A Nose for a Story

Frank Brennan

'Are you OK Miss?' asked the taxi driver. He could see in his mirror that the American lady sitting in the back seat, was having a hard time keeping down her expensive lunch.

'No, I am not! What is that awful smell?' the woman asked.

The taxi driver smiled to himself. He often had to explain the smell to wealthy foreigners after he had driven them a kilometre or so away from their hotel. It was not something their sensitive city noses were used to.

'It's just the sewage, Miss. The pipes from the toilets are old and the weather is hot in India,' he explained. 'There are many people in Bombay - the pipes get very full.'

The taxi driver almost felt sorry for his passenger. She was middle-aged but had a pretty face and shiny dark hair, though her teeth were too big for his taste. Yet he could see as he closed the windows and switched on the air- conditioning that many men would find her attractive. But he had long since learned to distance himself from the delights of his lady passengers. He thought of himself as a professional, like a doctor. He was above such things.

'Don't worry, Miss; there are no more big sewage pipes in the village where we are going,' he added, helpfully.

'Thank God for that!' said the woman, who was now beginning to wish she had not asked for the windows to be left open in the first place.

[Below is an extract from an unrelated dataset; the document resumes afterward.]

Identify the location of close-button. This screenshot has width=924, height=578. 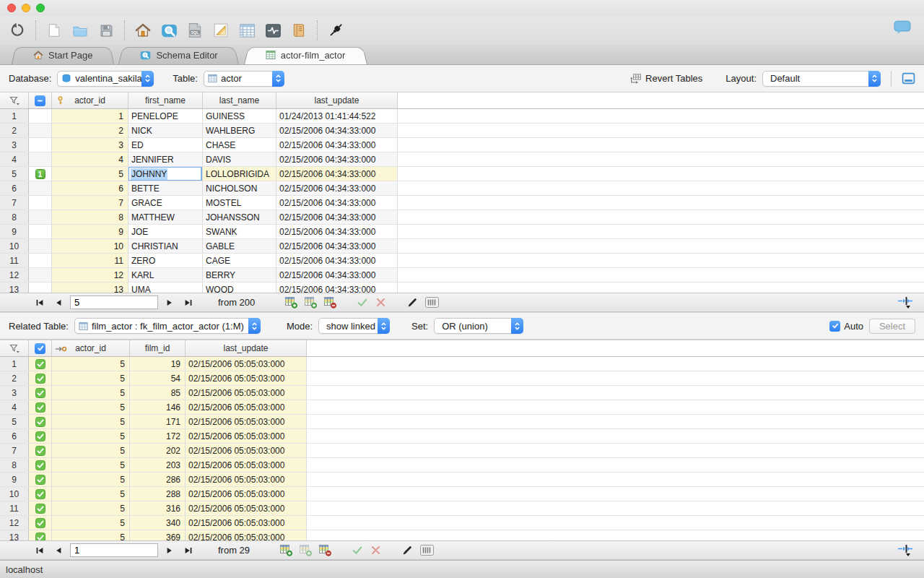
(12, 8).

'No, they use cesspits - big holes in the ground where they put all their-'

Thank you, driver,' the woman said quickly. 'There's no need to go into details. I can imagine.'

Desiree Malpen, in fact, had one of the best imaginations in her business. She was a senior journalist for the National Diary, a publication which was proud of being America's 'number one magazine for lovers of the truth'. Other journalists who wrote for more serious newspapers disagreed. They said that the National Diary loved scandal and dirt and didn't care how much it changed the truth in its stories. The journalists were right. Lots of pictures and lots of scandal - that was the National Diary's recipe for success - and Desiree was one of the magazine's top writers.